2013. 03. 27.
"As the presentations very well highlighted, sheltered workshops give such working opportunities to persons with disabilities, people with multiple disabilities in particular, which meet their specific needs. They also offer real possibilities for vocational rehabilitation, training and ad-hoc support in all fields of life. The EU should help realize the rights of persons with disabilities by promoting the development of a wider range of services, ensuring that every person receives the support needed to enjoy the right to work and employment. According to this more focused developments are needed for the sector in the light of the UN CRPD" – underlined MEP Kósa at the end of the conference.
MEP Koch said: "Of course the inclusion of people with disabilities into the mainstream labor market is the most important target of our society. But if due to the nature or severity of some disabilities it is not or not yet possible for persons to enter or to re-enter to the regular labor market, sheltered workshops provide excellent opportunities to offer participation in working life within the framework of vocational rehabilitation. As we've seen this concept works very well in my and some others EU countries so I hope that this example of good practice will make waves in the whole EU and abroad."
"Today about 3 million people with disabilities are working in sheltered employment in Europe. Therefore a not well considered implementation of labor law rights might lead to unemployment, poverty and more social exclusion for person with disabilities" outlined Franz Wolfmayr from EASPD. The solution is without any doubt a transition using "services tailored to the individual needs of persons with disabilities".
"For years, about 190 000 persons with severe disabilities have been registered as unemployed in Germany" as Stephan Hirsch, Secretary General at BAG: WfbM has revealed. Mr. Hirsch referred to the importance of the sheltered opportunities pointing out that these people "do not get employed or make the transition into employment in the first place and never cross threshold of a workshop for adapted work either."
László Csizmadia, president of ETA, the largest Hungarian NGO Alliance on employing mentally disabled people, emphasised that: "Today in Hungary any company can now apply for state supports for employing people with disabilities with certain and stronger conditions in terms of quality and rehabilitation-related outputs to be fulfilled for the sake of the people employed with their personal choices by a newly introduced and personalised rehabilitation card entitled to people themselves with legally fixed financial benefits for their employers in contrast to the long standing practice seen before 2011."
"Unapei association supports the further development of programs aimed at sheltered workshops to ensure the transition to the open labor market, in order to improve the rate of transition which is only 3% at the moment" explained Thierry Nouvel, General Director of the France based NGO. Furthermore, insofar as this rate not improves, Mr. Nouvel put: "Sustainable funding should be made available for programs to prepare and support mobility".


**The problem:** Answer with one number only, the count of lines in the material below that hold "DATE".

**Supplied data:**
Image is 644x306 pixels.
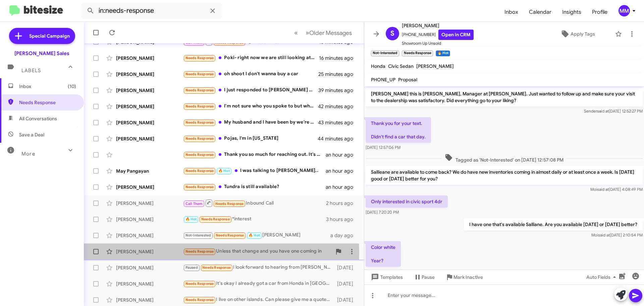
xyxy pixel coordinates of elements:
div: [PERSON_NAME] [116,55,183,62]
div: 3 hours ago [326,216,359,223]
small: Not-Interested [371,51,399,57]
div: [PERSON_NAME] [116,232,183,239]
span: Needs Response [186,56,214,60]
div: Pojas, I'm in [US_STATE] [183,135,318,142]
div: [PERSON_NAME] [116,135,183,142]
div: 43 minutes ago [318,119,359,126]
div: [PERSON_NAME] [116,280,183,287]
div: I just responded to [PERSON_NAME] on this. [183,86,318,94]
div: 25 minutes ago [318,71,359,78]
button: Templates [364,271,408,283]
span: Sender [DATE] 12:52:27 PM [584,109,643,114]
div: [PERSON_NAME] [116,184,183,190]
div: [PERSON_NAME] [183,231,330,239]
span: Labels [22,68,41,74]
span: S [390,28,394,39]
span: Tagged as 'Not-Interested' on [DATE] 12:57:08 PM [442,153,566,163]
span: « [294,29,298,37]
a: Inbox [499,3,524,22]
div: an hour ago [326,151,359,158]
input: Search [81,3,222,19]
span: Auto Fields [586,271,618,283]
div: *interest [183,215,326,223]
span: Paused [186,265,198,269]
span: Moi [DATE] 2:10:54 PM [591,232,643,237]
span: Needs Response [186,136,214,141]
div: May Pangayan [116,168,183,174]
div: MM [618,5,630,17]
div: an hour ago [326,168,359,174]
div: 16 minutes ago [319,55,359,62]
div: Thank you so much for reaching out. It's too expensive for us. 😃 [183,151,326,158]
span: [PHONE_NUMBER] [402,30,474,40]
p: Color white Year? [366,241,401,266]
button: Next [302,26,356,40]
div: 2 hours ago [326,200,359,206]
p: Thank you for your text. Didn't find a car that day. [366,117,431,143]
p: Only interested in civic sport 4dr [366,195,448,207]
div: Tundra is still available? [183,183,326,191]
span: [DATE] 7:20:20 PM [366,209,399,214]
span: Apply Tags [570,28,595,40]
a: Calendar [524,3,557,22]
button: Pause [408,271,440,283]
div: Poki- right now we are still looking at our options if we want to have another car payment [183,54,319,62]
div: [PERSON_NAME] [116,119,183,126]
span: said at [598,232,610,237]
div: [PERSON_NAME] [116,296,183,303]
span: Needs Response [202,265,231,269]
span: Needs Response [186,281,214,286]
span: PHONE_UP [371,77,395,83]
span: Honda [371,63,385,69]
span: Needs Response [19,99,76,106]
div: I'm not sure who you spoke to but whoever you spoke to is using my name and information. I haven'... [183,102,318,110]
div: [PERSON_NAME] [116,216,183,223]
p: Sallieane are available to come back? We do have new inventories coming in almost daily or at lea... [366,166,643,185]
div: [PERSON_NAME] [116,264,183,271]
span: Save a Deal [19,131,45,138]
span: Templates [370,271,403,283]
span: Proposal [398,77,417,83]
span: 🔥 Hot [249,233,260,237]
span: Civic Sedan [388,63,414,69]
div: oh shoot I don't wanna buy a car [183,70,318,78]
small: Needs Response [402,51,433,57]
span: Needs Response [186,120,214,125]
span: Needs Response [186,152,214,157]
span: Needs Response [186,88,214,92]
span: [PERSON_NAME] [402,22,474,30]
span: Needs Response [186,104,214,109]
span: All Conversations [19,115,57,122]
span: Insights [557,3,587,22]
button: Apply Tags [543,28,612,40]
span: Moi [DATE] 4:08:49 PM [590,187,643,192]
span: [DATE] 12:57:06 PM [366,145,401,150]
span: Special Campaign [29,33,70,39]
a: Open in CRM [438,30,474,40]
span: Needs Response [186,72,214,76]
div: a day ago [330,232,359,239]
span: Showroom Up Unsold [402,40,474,47]
span: Needs Response [216,233,244,237]
div: [PERSON_NAME] [116,103,183,110]
span: Needs Response [186,185,214,189]
div: [DATE] [334,280,359,287]
span: Pause [422,271,435,283]
a: Profile [587,3,613,22]
div: Unless that change and you have one coming in [183,247,332,255]
span: [PERSON_NAME] [416,63,454,69]
nav: Page navigation example [291,26,356,40]
span: (10) [68,83,76,90]
div: [PERSON_NAME] [116,87,183,94]
button: Mark Inactive [440,271,488,283]
span: Needs Response [215,201,244,206]
span: Older Messages [309,29,352,37]
span: Mark Inactive [453,271,483,283]
div: My husband and I have been by we're dealing with [PERSON_NAME]. Thank you [183,119,318,126]
span: 🔥 Hot [218,169,230,173]
span: Needs Response [186,297,214,302]
span: Needs Response [186,249,214,253]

**Task output:** 7